Always Forwards
A couple of weeks ago I went to see Arcadia.
It’s a very enjoyable play with a fantastic cast (except for the young student girl who appeared to have learned to act by watching Hollyoaks) and I heartily recommend going if you get the chance.
It’s not only very funny but it’s also thought-provoking in an entertaining way that doesn’t feel at all didactic.
I only mention this because one of the recurring thoughts that swooshes around my mind on a regular basis is the question of constant progress.
Wherever you go, people want to grow their businesses, make more of themselves and move forward, as if it’s some kind of mortal sin to stay where you are or, Heaven forbid, go backwards.
Richard Dawkins is particularly fond of this idea, suggesting that tradition is the enemy of progress.
However, during Arcadia, there’s an interesting point made by the girl who can’t act. She says that we can stir jam into porridge but we can never un-stir that jam by moving our spoon in the exact opposite direction.
She wants to know why and (spoiler alert) finds that the answer lies in the fact that all actions involve a displacement of heat that is impossible to return to the action, thus making it something that cannot happen in reverse.
In between considering this and, since, leaving rude messages about the crappy actress girl on one of her fansites (she’s got a minor role in the Harry Potter films, so let’s just say 12-year-old girls get very defensive when you trash her), I finally realised why progress is a human imperative:
We can never go back. We can’t unlearn things and we can’t deliberately learn less about something we already know about.
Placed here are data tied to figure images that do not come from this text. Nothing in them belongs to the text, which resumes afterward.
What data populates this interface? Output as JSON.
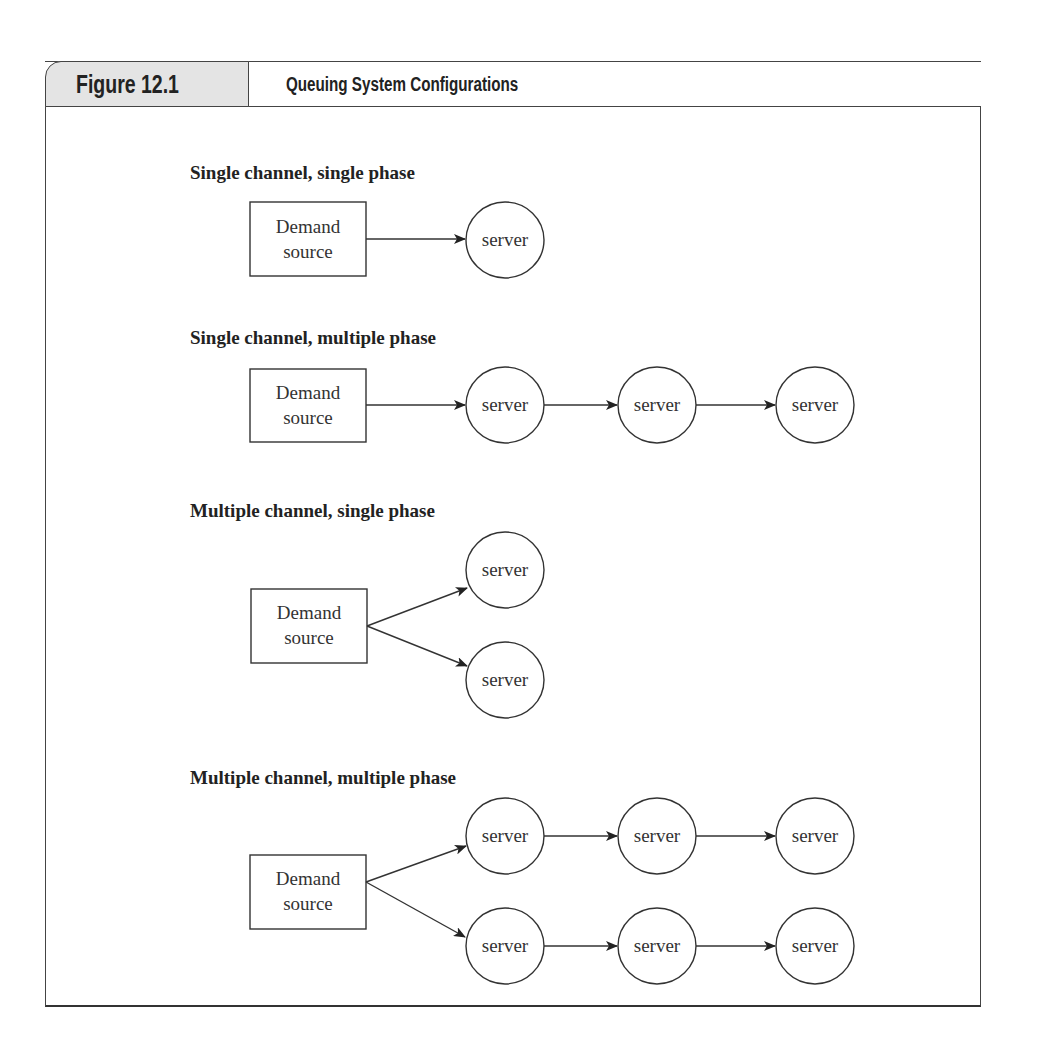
{
  "figure": {
    "number": "Figure 12.1",
    "title": "Queuing System Configurations"
  },
  "sections": [
    {
      "label": "Single channel, single phase",
      "source": {
        "line1": "Demand",
        "line2": "source"
      },
      "servers": [
        "server"
      ]
    },
    {
      "label": "Single channel, multiple phase",
      "source": {
        "line1": "Demand",
        "line2": "source"
      },
      "servers": [
        "server",
        "server",
        "server"
      ]
    },
    {
      "label": "Multiple channel, single phase",
      "source": {
        "line1": "Demand",
        "line2": "source"
      },
      "channels": [
        [
          "server"
        ],
        [
          "server"
        ]
      ]
    },
    {
      "label": "Multiple channel, multiple phase",
      "source": {
        "line1": "Demand",
        "line2": "source"
      },
      "channels": [
        [
          "server",
          "server",
          "server"
        ],
        [
          "server",
          "server",
          "server"
        ]
      ]
    }
  ],
  "colors": {
    "stroke": "#333333",
    "tab_fill": "#e4e4e4",
    "text": "#222222"
  }
}
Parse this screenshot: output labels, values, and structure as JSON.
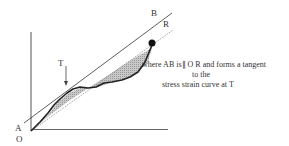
{
  "diagram": {
    "type": "stress-strain tangent modulus illustration",
    "labels": {
      "A": "A",
      "O": "O",
      "B": "B",
      "R": "R",
      "T": "T"
    },
    "caption": {
      "line1": "where  AB is∥ O R  and forms a tangent",
      "line2": "to the",
      "line3": "stress strain curve at T"
    },
    "colors": {
      "axis": "#555555",
      "curve": "#222222",
      "tangent_line": "#333333",
      "chord_line": "#888888",
      "shading": "#bdbdbd"
    }
  }
}
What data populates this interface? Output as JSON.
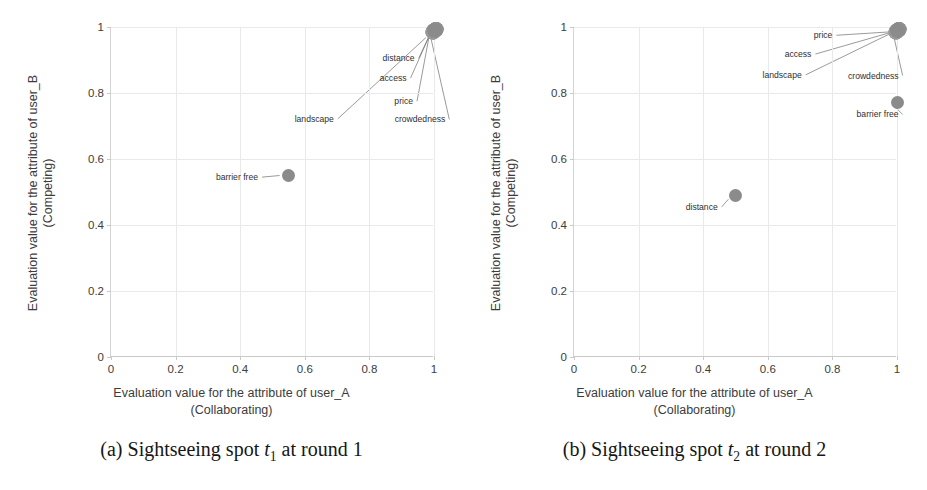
{
  "chart_data": [
    {
      "type": "scatter",
      "title": "",
      "caption_prefix": "(a) Sightseeing spot",
      "caption_symbol": "t",
      "caption_subscript": "1",
      "caption_suffix": "at round 1",
      "xlabel_line1": "Evaluation value for the attribute of user_A",
      "xlabel_line2": "(Collaborating)",
      "ylabel_line1": "Evaluation value for the attribute of user_B",
      "ylabel_line2": "(Competing)",
      "xlim": [
        0,
        1
      ],
      "ylim": [
        0,
        1
      ],
      "xticks": [
        "0",
        "0.2",
        "0.4",
        "0.6",
        "0.8",
        "1"
      ],
      "yticks": [
        "0",
        "0.2",
        "0.4",
        "0.6",
        "0.8",
        "1"
      ],
      "grid": true,
      "marker_color": "#8b8b8b",
      "points": [
        {
          "label": "distance",
          "x": 1.0,
          "y": 0.99,
          "stacked": true
        },
        {
          "label": "access",
          "x": 1.0,
          "y": 0.99,
          "stacked": true
        },
        {
          "label": "price",
          "x": 1.0,
          "y": 0.99,
          "stacked": true
        },
        {
          "label": "crowdedness",
          "x": 1.0,
          "y": 0.99,
          "stacked": true
        },
        {
          "label": "landscape",
          "x": 1.0,
          "y": 0.99,
          "stacked": true
        },
        {
          "label": "barrier free",
          "x": 0.55,
          "y": 0.55,
          "stacked": false
        }
      ],
      "annotations": [
        {
          "label": "distance",
          "lx": 0.94,
          "ly": 0.905,
          "align": "right",
          "tx": 0.985,
          "ty": 0.972
        },
        {
          "label": "access",
          "lx": 0.915,
          "ly": 0.845,
          "align": "right",
          "tx": 0.985,
          "ty": 0.972
        },
        {
          "label": "price",
          "lx": 0.935,
          "ly": 0.775,
          "align": "right",
          "tx": 0.985,
          "ty": 0.972
        },
        {
          "label": "crowdedness",
          "lx": 1.035,
          "ly": 0.72,
          "align": "right",
          "tx": 0.99,
          "ty": 0.968
        },
        {
          "label": "landscape",
          "lx": 0.69,
          "ly": 0.722,
          "align": "right",
          "tx": 0.975,
          "ty": 0.968
        },
        {
          "label": "barrier free",
          "lx": 0.455,
          "ly": 0.545,
          "align": "right",
          "tx": 0.522,
          "ty": 0.55
        }
      ]
    },
    {
      "type": "scatter",
      "title": "",
      "caption_prefix": "(b) Sightseeing spot",
      "caption_symbol": "t",
      "caption_subscript": "2",
      "caption_suffix": "at round 2",
      "xlabel_line1": "Evaluation value for the attribute of user_A",
      "xlabel_line2": "(Collaborating)",
      "ylabel_line1": "Evaluation value for the attribute of user_B",
      "ylabel_line2": "(Competing)",
      "xlim": [
        0,
        1
      ],
      "ylim": [
        0,
        1
      ],
      "xticks": [
        "0",
        "0.2",
        "0.4",
        "0.6",
        "0.8",
        "1"
      ],
      "yticks": [
        "0",
        "0.2",
        "0.4",
        "0.6",
        "0.8",
        "1"
      ],
      "grid": true,
      "marker_color": "#8b8b8b",
      "points": [
        {
          "label": "price",
          "x": 1.0,
          "y": 0.99,
          "stacked": true
        },
        {
          "label": "access",
          "x": 1.0,
          "y": 0.99,
          "stacked": true
        },
        {
          "label": "landscape",
          "x": 1.0,
          "y": 0.99,
          "stacked": true
        },
        {
          "label": "crowdedness",
          "x": 1.0,
          "y": 0.99,
          "stacked": true
        },
        {
          "label": "barrier free",
          "x": 1.0,
          "y": 0.77,
          "stacked": false
        },
        {
          "label": "distance",
          "x": 0.5,
          "y": 0.49,
          "stacked": false
        }
      ],
      "annotations": [
        {
          "label": "price",
          "lx": 0.8,
          "ly": 0.975,
          "align": "right",
          "tx": 0.975,
          "ty": 0.985
        },
        {
          "label": "access",
          "lx": 0.735,
          "ly": 0.918,
          "align": "right",
          "tx": 0.975,
          "ty": 0.982
        },
        {
          "label": "landscape",
          "lx": 0.705,
          "ly": 0.855,
          "align": "right",
          "tx": 0.975,
          "ty": 0.978
        },
        {
          "label": "crowdedness",
          "lx": 1.005,
          "ly": 0.853,
          "align": "right",
          "tx": 0.99,
          "ty": 0.972
        },
        {
          "label": "barrier free",
          "lx": 1.005,
          "ly": 0.735,
          "align": "right",
          "tx": 0.99,
          "ty": 0.762
        },
        {
          "label": "distance",
          "lx": 0.445,
          "ly": 0.455,
          "align": "right",
          "tx": 0.478,
          "ty": 0.478
        }
      ]
    }
  ]
}
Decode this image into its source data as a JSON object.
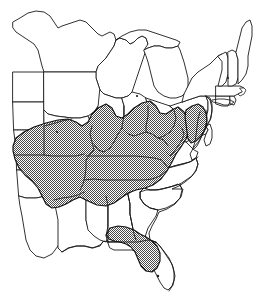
{
  "figure": {
    "kind": "distribution-range-map",
    "region": "Eastern United States",
    "title": "",
    "caption": "",
    "width_px": 253,
    "height_px": 295,
    "background_color": "#ffffff",
    "outline_color": "#1a1a1a",
    "range_fill_description": "50% checkerboard dither (stipple) pattern",
    "range_fill_color": "#8c8c8c",
    "range_outline_color": "#111111"
  },
  "legend": {
    "present": false,
    "entries": []
  },
  "labels": {
    "present": false,
    "items": []
  },
  "states_outlined": [
    "Minnesota",
    "Wisconsin",
    "Michigan",
    "Iowa",
    "Illinois",
    "Indiana",
    "Ohio",
    "Missouri",
    "Arkansas",
    "Louisiana",
    "Mississippi",
    "Alabama",
    "Tennessee",
    "Kentucky",
    "West Virginia",
    "Virginia",
    "North Carolina",
    "South Carolina",
    "Georgia",
    "Florida",
    "Maryland",
    "Delaware",
    "New Jersey",
    "Pennsylvania",
    "New York",
    "Connecticut",
    "Rhode Island",
    "Massachusetts",
    "Vermont",
    "New Hampshire",
    "Maine",
    "North Dakota",
    "South Dakota",
    "Nebraska",
    "Kansas",
    "Oklahoma",
    "Texas"
  ],
  "range_areas": [
    {
      "name": "main-range",
      "description": "Continuous shaded band across the mid-South and lower Ohio Valley",
      "states_covered": [
        "Missouri",
        "Arkansas",
        "Tennessee",
        "Kentucky",
        "West Virginia",
        "Virginia",
        "North Carolina",
        "South Carolina",
        "northern Georgia",
        "northern Alabama",
        "northern Mississippi",
        "southern Illinois",
        "southern Indiana",
        "southern Ohio"
      ]
    },
    {
      "name": "chesapeake-range",
      "description": "Disjunct shaded area on the Delmarva Peninsula and eastern Maryland",
      "states_covered": [
        "Maryland",
        "Delaware"
      ]
    },
    {
      "name": "florida-range",
      "description": "Disjunct shaded area across the Florida panhandle and north-central peninsula",
      "states_covered": [
        "Florida"
      ]
    }
  ]
}
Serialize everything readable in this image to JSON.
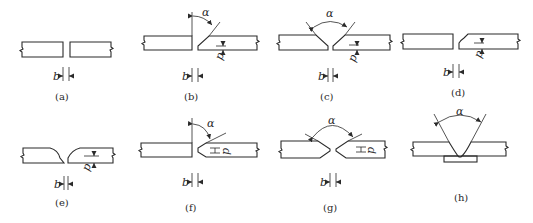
{
  "figure": {
    "symbols": {
      "gap": "b",
      "root_face": "p",
      "groove_angle": "α"
    },
    "panels": [
      {
        "id": "a",
        "caption": "(a)",
        "type": "square-butt",
        "labels": [
          "b"
        ]
      },
      {
        "id": "b",
        "caption": "(b)",
        "type": "single-bevel",
        "labels": [
          "α",
          "p",
          "b"
        ]
      },
      {
        "id": "c",
        "caption": "(c)",
        "type": "single-V",
        "labels": [
          "α",
          "p",
          "b"
        ]
      },
      {
        "id": "d",
        "caption": "(d)",
        "type": "single-J",
        "labels": [
          "p",
          "b"
        ]
      },
      {
        "id": "e",
        "caption": "(e)",
        "type": "single-U",
        "labels": [
          "p",
          "b"
        ]
      },
      {
        "id": "f",
        "caption": "(f)",
        "type": "double-bevel (K)",
        "labels": [
          "α",
          "p",
          "b"
        ]
      },
      {
        "id": "g",
        "caption": "(g)",
        "type": "double-V (X)",
        "labels": [
          "α",
          "p",
          "b"
        ]
      },
      {
        "id": "h",
        "caption": "(h)",
        "type": "V-groove with backing strip",
        "labels": [
          "α"
        ]
      }
    ]
  },
  "colors": {
    "line": "#2a2a2a",
    "background": "#ffffff"
  }
}
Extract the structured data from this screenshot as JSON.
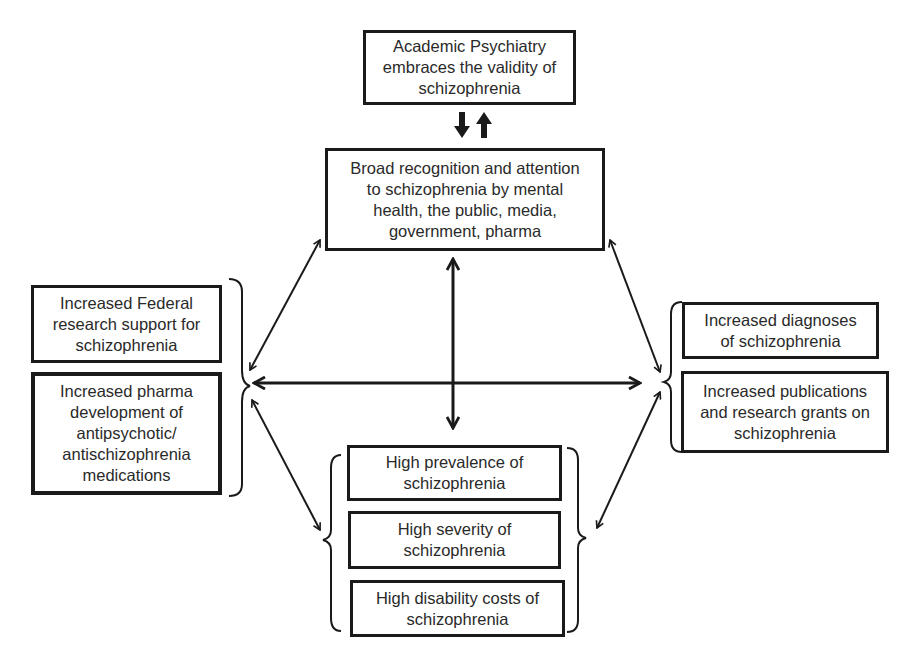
{
  "diagram": {
    "top": {
      "text": "Academic Psychiatry\nembraces the validity of\nschizophrenia"
    },
    "center": {
      "text": "Broad recognition and attention\nto schizophrenia by mental\nhealth, the public, media,\ngovernment, pharma"
    },
    "left_group": [
      {
        "text": "Increased Federal\nresearch support for\nschizophrenia"
      },
      {
        "text": "Increased pharma\ndevelopment of\nantipsychotic/\nantischizophrenia\nmedications"
      }
    ],
    "right_group": [
      {
        "text": "Increased diagnoses\nof schizophrenia"
      },
      {
        "text": "Increased publications\nand research grants on\nschizophrenia"
      }
    ],
    "bottom_group": [
      {
        "text": "High prevalence of\nschizophrenia"
      },
      {
        "text": "High severity of\nschizophrenia"
      },
      {
        "text": "High disability costs of\nschizophrenia"
      }
    ],
    "connections": [
      {
        "from": "top",
        "to": "center",
        "type": "bidirectional-block-arrows"
      },
      {
        "from": "center",
        "to": "left_group",
        "type": "double-headed"
      },
      {
        "from": "center",
        "to": "right_group",
        "type": "double-headed"
      },
      {
        "from": "center",
        "to": "bottom_group",
        "type": "double-headed"
      },
      {
        "from": "left_group",
        "to": "right_group",
        "type": "double-headed"
      },
      {
        "from": "left_group",
        "to": "bottom_group",
        "type": "double-headed"
      },
      {
        "from": "right_group",
        "to": "bottom_group",
        "type": "double-headed"
      }
    ],
    "colors": {
      "stroke": "#1a1a1a",
      "text": "#2a2a2a",
      "background": "#ffffff"
    }
  }
}
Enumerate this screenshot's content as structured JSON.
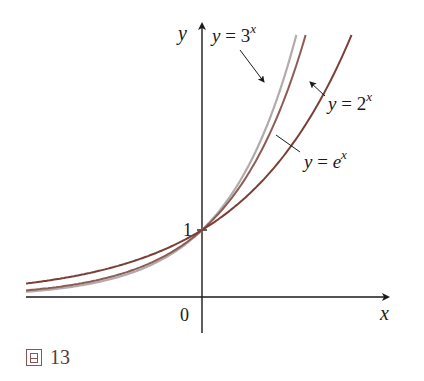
{
  "chart_data": {
    "type": "line",
    "title": "",
    "xlabel": "x",
    "ylabel": "y",
    "xlim": [
      -2.3,
      2.8
    ],
    "ylim": [
      -0.2,
      4.0
    ],
    "grid": false,
    "ticks": {
      "x": [
        {
          "value": 0,
          "label": "0"
        }
      ],
      "y": [
        {
          "value": 1,
          "label": "1"
        }
      ]
    },
    "series": [
      {
        "name": "y = 2^x",
        "label_base": "y = 2",
        "label_exp": "x",
        "base": 2,
        "color": "#7a3f36"
      },
      {
        "name": "y = e^x",
        "label_base": "y = e",
        "label_exp": "x",
        "base": 2.718281828,
        "color": "#8c5c56"
      },
      {
        "name": "y = 3^x",
        "label_base": "y = 3",
        "label_exp": "x",
        "base": 3,
        "color": "#b3aaaa"
      }
    ],
    "annotations": [
      {
        "text": "y = 3^x",
        "points_to": "y = 3^x curve"
      },
      {
        "text": "y = 2^x",
        "points_to": "y = 2^x curve"
      },
      {
        "text": "y = e^x",
        "points_to": "y = e^x curve"
      }
    ]
  },
  "caption": {
    "prefix": "圖",
    "number": "13"
  },
  "axes": {
    "x_label": "x",
    "y_label": "y",
    "origin_label": "0",
    "one_label": "1"
  },
  "colors": {
    "axis": "#1a1a1a",
    "caption": "#5a3a38"
  }
}
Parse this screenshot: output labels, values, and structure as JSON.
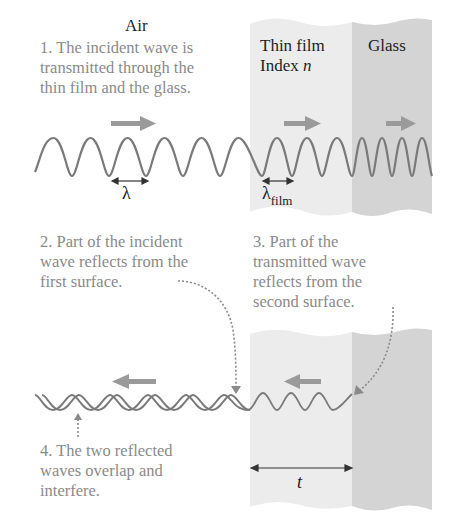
{
  "labels": {
    "air": "Air",
    "thin_film": "Thin film",
    "index": "Index ",
    "index_symbol": "n",
    "glass": "Glass",
    "lambda": "λ",
    "lambda_film_base": "λ",
    "lambda_film_sub": "film",
    "thickness": "t"
  },
  "annotations": {
    "step1": [
      "1. The incident wave is",
      "transmitted through the",
      "thin film and the glass."
    ],
    "step2": [
      "2. Part of the incident",
      "wave reflects from the",
      "first surface."
    ],
    "step3": [
      "3. Part of the",
      "transmitted wave",
      "reflects from the",
      "second surface."
    ],
    "step4": [
      "4. The two reflected",
      "waves overlap and",
      "interfere."
    ]
  },
  "colors": {
    "film_fill": "#ececec",
    "glass_fill": "#d4d4d4",
    "wave": "#7a7a7a",
    "arrow": "#9a9a9a",
    "text_gray": "#8a8a8a",
    "text_dark": "#1e1e1e"
  }
}
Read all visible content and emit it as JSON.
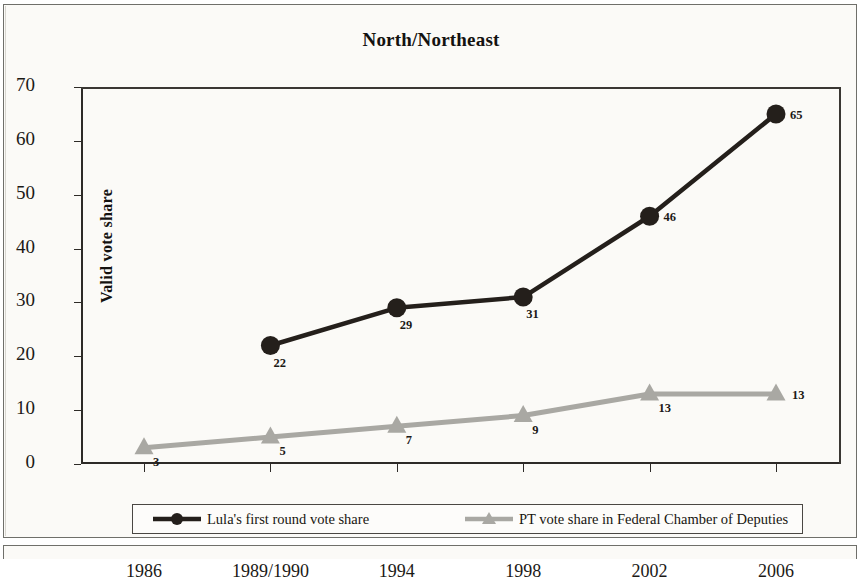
{
  "chart_data": {
    "type": "line",
    "title": "North/Northeast",
    "xlabel": "",
    "ylabel": "Valid vote share",
    "categories": [
      "1986",
      "1989/1990",
      "1994",
      "1998",
      "2002",
      "2006"
    ],
    "ylim": [
      0,
      70
    ],
    "yticks": [
      0,
      10,
      20,
      30,
      40,
      50,
      60,
      70
    ],
    "grid": false,
    "legend_position": "bottom",
    "series": [
      {
        "name": "Lula's first round vote share",
        "color": "#241f1b",
        "marker": "circle",
        "values": [
          null,
          22,
          29,
          31,
          46,
          65
        ],
        "labels": [
          "",
          "22",
          "29",
          "31",
          "46",
          "65"
        ]
      },
      {
        "name": "PT vote share in Federal Chamber of Deputies",
        "color": "#a9a8a3",
        "marker": "triangle",
        "values": [
          3,
          5,
          7,
          9,
          13,
          13
        ],
        "labels": [
          "3",
          "5",
          "7",
          "9",
          "13",
          "13"
        ]
      }
    ]
  },
  "legend": {
    "entries": [
      {
        "label": "Lula's first round vote share"
      },
      {
        "label": "PT vote share in Federal Chamber of Deputies"
      }
    ]
  }
}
Forwards is the only way we can move and, like sharks, we do it or we die.
I found this simultaneously heartening and frustrating. Sometimes it’s nice to know that something is inescapable: it means you don’t have to worry about trying to escape it. But then, what if you want to keep things as they are? Well, you can’t. You’re always moving forwards, whether you’re getting better at rolling spliffs and playing GTA4, or you’re persuading people to come and look after a beautiful island.
So now I’m going to embrace forwards and I thank Tom Stoppard for helping me to be OK with that.